State-aware crossover

crossover points are selected based on the matching of states s1 s2 Match(s1, s2) = true

Parent 1
Parent 2 Child 1 Child 2

Evolutionary Computation Approach

Mutation

randomly select an action and replace it with a random floating-point number 0.8 0.5 0.3 0.2 0.5

Before mutation After mutation

0.8 0.5 0.6 0.2 0.5

Evolutionary Computation Approach

Fitness evaluation

consists of two parts: goal fitness fg and cost fitness fc goal fitness: how the solutions reach the goal state cost fitness: the total cost of the solution overall fitness = a * fg + b * fc

Experimental Results

Towers of Hanoi

can solve the 5 and 6-disk case with high probability state-aware crossover does not perform well can solve 3*3 problem case with high probability state-aware crossover perform much better since a looser definition of matching state is used

Sliding-tile puzzle

Performance scalability is not good Heuristics may be helpful to improve the

References

Artificial Intelligence: A Modern Approach. Stuart


Russell and Peter Norvig. Prentice Hall.

Artificial Intelligence: A New Symthesis. Nils Nilsson.


Kaufmann.

Intelligent Planning: A Decomposition and Abstraction Based Approach. Qiang Yang. Springer.
Internet-Based Workflow Management: Towards a Semantic Web. Dan C. Marinescu. Wiley, 2002.

References

Plan reuse versus plan generation: a theoretical and empirical analysis.
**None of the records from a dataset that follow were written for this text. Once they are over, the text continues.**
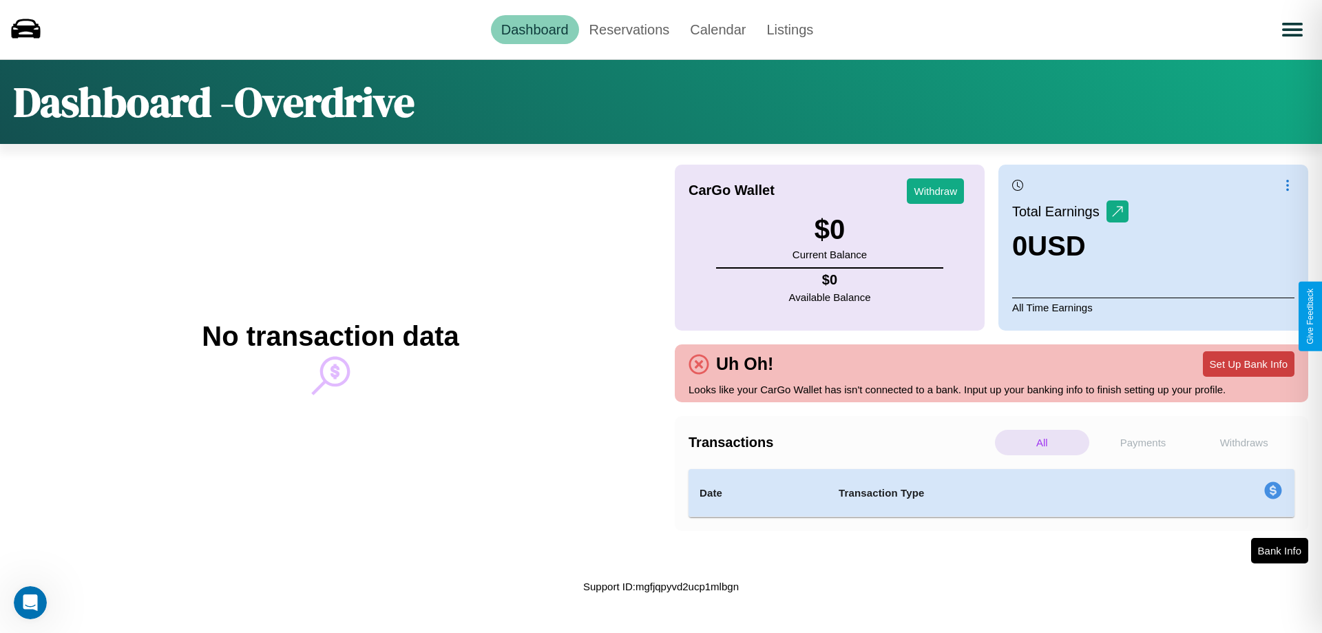 This screenshot has width=1322, height=633. I want to click on h3: 0 USD, so click(1070, 246).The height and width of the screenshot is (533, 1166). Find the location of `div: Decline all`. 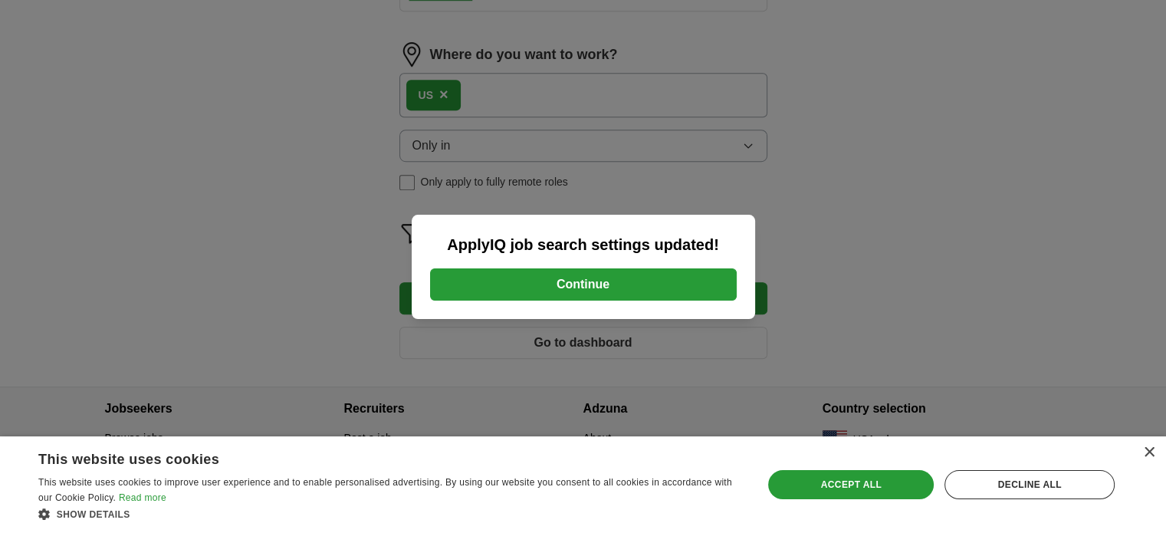

div: Decline all is located at coordinates (1029, 484).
B. Nebel, J. Koehler. Journal of Artificial
Intelligence 76 (1995), 427-454.

Fast planning through planning graph analysis. A. L. Blum,


M. L. Furst Journal of Artificial Intelligence 90 (1997), 281300. Planning as heuristic search. B. Bonet, H. Geffner. Journal of Artificial Intelligence 129 (2001), 5-33. What it is, What it could be, An introduction to the Special Issue
on Planning and Scheduling. D. McDermott, J. Handler. Journal of Artificial Intelligence 76 (1995), 1-16.